Molly was still watching Charlie and me, looking amused. I tried to think of something else to say. “I have a dog too,” I finally offered. “Her name is Shadow. She’s really big.”

“And really ugly,” Molly added.

I glared up at her, but she just lifted an eyebrow to say, Well, she is.

“Can I see a picture on your phone?” Charlie asked me eagerly.

I started to reach for the phone in my pocket, but remembered it was the burner. “I don’t have any on my phone right now,” I told her regretfully.

“Oh.” She looked at me with disappointment and judgment. Ah. So there was some of her aunt in her too.

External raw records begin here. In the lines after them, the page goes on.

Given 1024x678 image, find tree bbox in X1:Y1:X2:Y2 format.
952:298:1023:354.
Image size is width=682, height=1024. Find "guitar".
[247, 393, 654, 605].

Luckily, at that moment Lex hung up the phone and turned back to us. “We’re on,” she said to me. “She’s expecting you.”

I nodded. “Charlie,” Lex said, “Miss Scarlett and I need to leave now.”

Charlie looked up with obvious displeasure, squeezing the strands of my hair closer, like she was protecting them. “But she’s like me!”

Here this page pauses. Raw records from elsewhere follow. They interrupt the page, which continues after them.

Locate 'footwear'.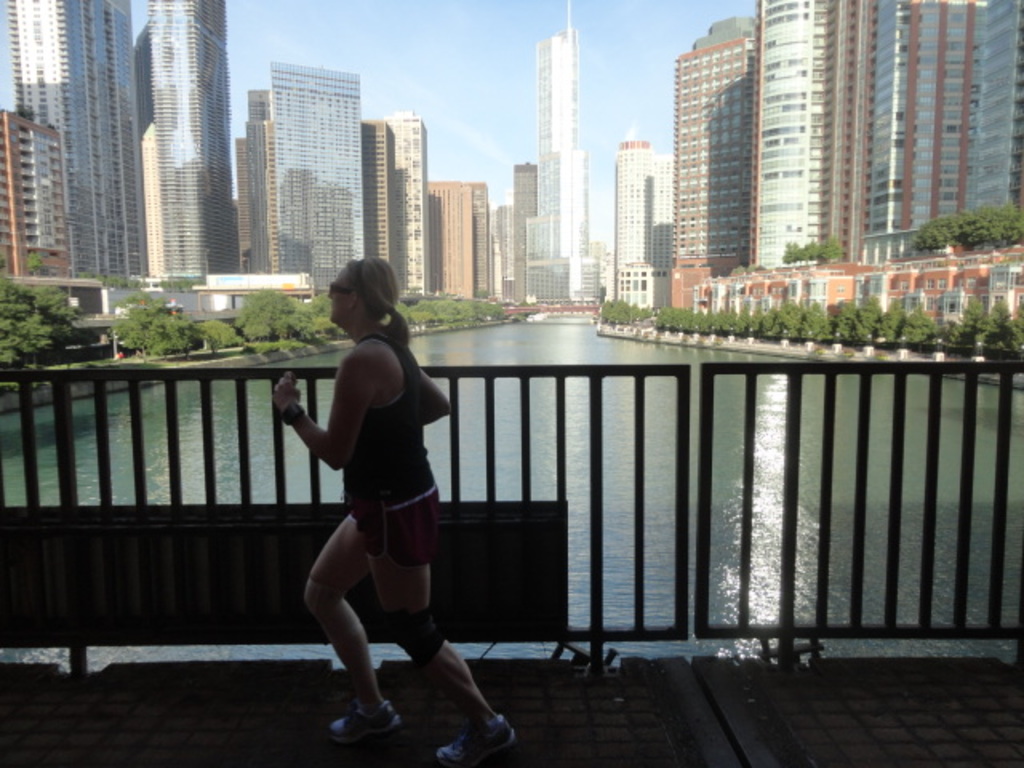
Bounding box: detection(326, 698, 403, 744).
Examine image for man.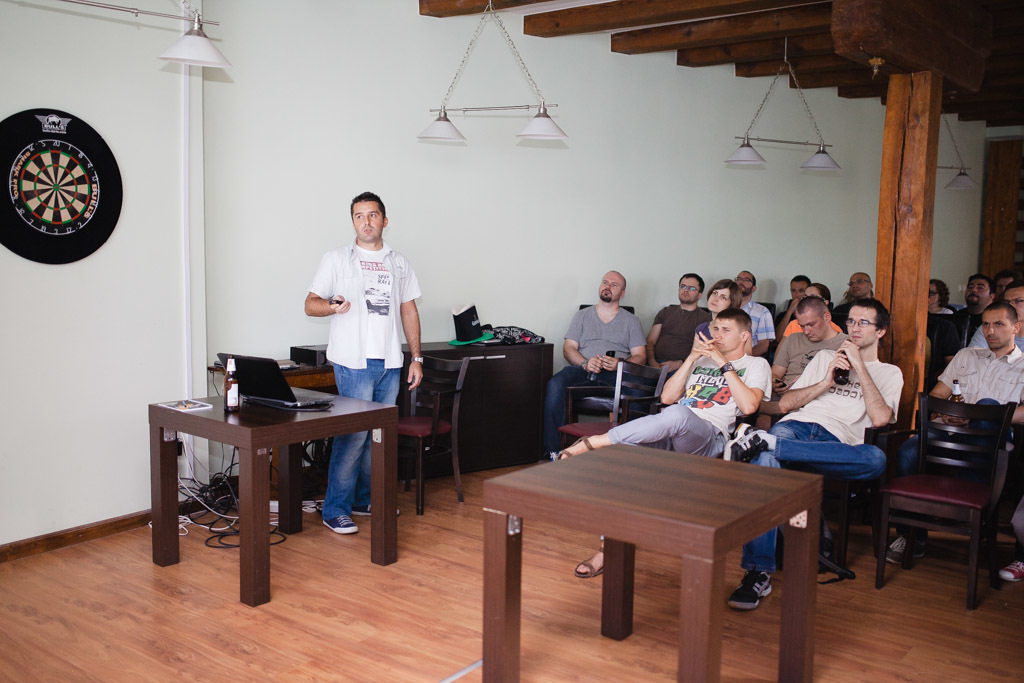
Examination result: <bbox>721, 294, 903, 612</bbox>.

“I know. We still need to leave, though. Besides, it’s almost your bedtime.”

Charlie pouted, but turned back to me. “Do you have FaceTime?” she demanded.

That threw me for a second. I hadn’t realized four-year-olds were aware of FaceTime. But then again, what the hell did I know about kids? “Um, yes. I do.”

“So we’ll talk on FaceTime,” Charlie decided. “That’s what I do with Gramma Blossom, or with Auntie when she has to be gone for days.”

“Okay,” I said, bewildered. “We can FaceTime.”

“Then you can go, I guess.” Charlie released her death grip on my hair and climbed out of my lap. “Bye!” she yelled over her shoulder, racing off to find the rest of the kids.

I blinked. What had just happened?

Molly was grinning as she held out a hand to me. “So that was Charlie,” Lex said, with a smile I hadn’t seen from her before. It was proud and a little embarrassed and sort of fierce. Like a mom. “She’s kind of a force of nature,” Lex added.

“Yeah.” I used Molly’s hand to pull myself up. “I’m getting that.”

The sun had gone down while we were at dinner. Lex drove us back to the Pearl Street Mall area, parking near a funny little coffee shop with a weird setup. Most of the coffee shops I’d been to shared the same basic layout—one big room with a counter somewhere—but the front doors at Magic Beans opened into a short hallway with multiple doors leading off in different directions. There were Day-Glo arrows painted on the floor that eventually led us toward a counter, where a bored-looking teenage boy looked up from a textbook. “Oh. Hey, Lex, hey, Quinn,” he said.